Reviews

Gippi: Coming-of-age, the Bollywood way

3 Stars

Nothing original, but it will leave a smile on your face.

Gippit Poster

Gurpreet/Gippi (Riya Vij) is a gawky, overweight 14-year-old girl trying to cope with the difficulties of life at school and home. At home, Gippi  must deal with the ‘adult situation’ of her parents’ divorce. She must help her mother Pappi (Divya Dutta) come to terms with her ex-husband’s quick second marriage. Gippi has a love-hate relationship with her brother Booboo (Arbaz Kidwani), who appears to be gay.

At school, Gippi is bunched with other losers: Anchal (Doorva Tripathi) is quiet and struggling with her periods, and Ashish (Aditya Deshpande) is a nerd with a winning smile, in love with Gippi. Shamira (Jayati Modi) is The Perfect Girl – a beautiful bully, and Gippi’s arch nemesis.

Where are Gippi’s love interests, you ask? Kabir (Mrinal Chawla), is a shy, ambivalent new guy in class who quickly becomes an uncomfortable part of Shamira’s gang. Arjun (Taaha Shah) is the quintessential bad boy. Good looking, chain-smoking and in high school (therefore older and with beard). Needless to say, Gippi falls for Arjun.

In the ensuing melee, Gippi must face-off against Shamira in the school’s Head Girl election, and this is what drives the plot.

Now I feel I must point out that I was not very excited to watch this film. The promos involved a flurry of 35-second YouTube videos where Alia Bhatt, Varun Dhawan, Sidharth Malhotra, Arjun Kapoor, Parineeti Chopra and Imran Khan individually talk about meeting Gippi, a marketing strategy that needed to have its head examined. The audience is immediately going to compare the film with Student of the Year. I don’t want to be reminded of SOTY (and in this, I am not alone). Gippi is a movie that tells its audience its OK to be who you are; you don’t have to be good-looking or have a perfect body. What better way to market this story than by having 6 good-looking stars with perfect bodies tell us we needn’t be like them?

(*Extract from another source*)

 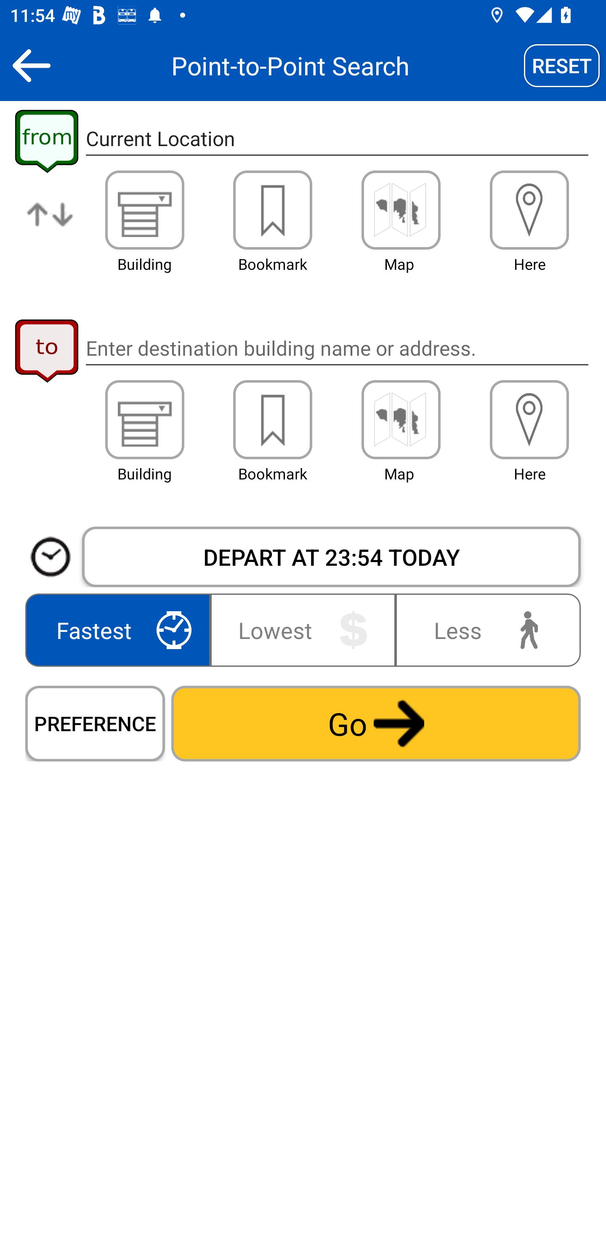 What do you see at coordinates (273, 209) in the screenshot?
I see `Bookmarks` at bounding box center [273, 209].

Moving on, Gippi the movie has its heart at the right place…almost. It lacks novelty in its take on growing up. Teenager comes of age. First love. First period. Angst. Cool types versus loser types. It’s all been done to death. There are glimpses of Mean Girls, Gossip Girl and Awkward.

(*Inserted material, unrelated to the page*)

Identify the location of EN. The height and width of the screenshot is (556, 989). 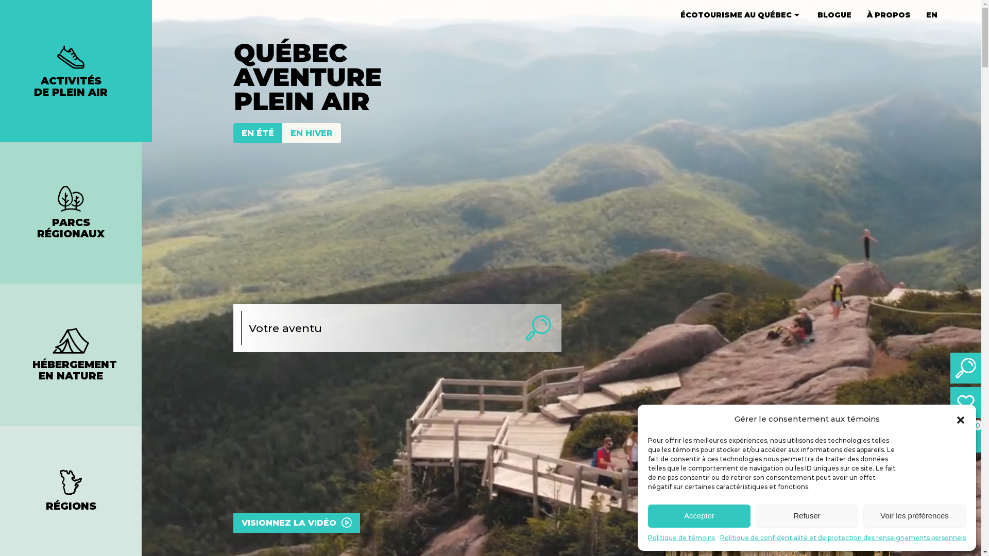
(932, 15).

Borrowing a leaf out of the very slim book that is SOTY, the film portrays the Head Girl election as a shallow event. The girl with a hot body, popularity, good marks and a boyfriend gets to be Head Girl. I’m not sure Sonam Nair was entirely convinced with this portrayal, and there is an effort to redeem this at the end when Shamira goes into a tirade defending her worth (one of the weakest scenes in the film). It’s quite unclear whether she is defending the shallowness of the election, or saying the election isn’t shallow to begin with.

Gippi works only because of its good intentions and honest performances. Most of the cast is good because they’re given decently fleshed-out characters to inhabit. Riya Vij is just the right mix of endearing and crazy, and Divya Dutta is excellent as usual. Their scenes together are a delight to watch. The real scene-stealer is Aditya Deshpande as Ashish, the nerd with a winning smile. He’s simply adorable. The only misfit is Taaha Shah, whose Arjun seems to have stumbled across Gippi’s St. Mary’s erroneously while on his way to SOTY’s St. Teresa College. Can’t really blame him, though – Arjun’s character is paper-thin and far too black to be convincing.

Gippi is a spirited effort with good intentions and good humor, handicapped by its tired, predictable plotting. Though I may not be a fan of the way it tells its story, I quite like the story it wants to tell.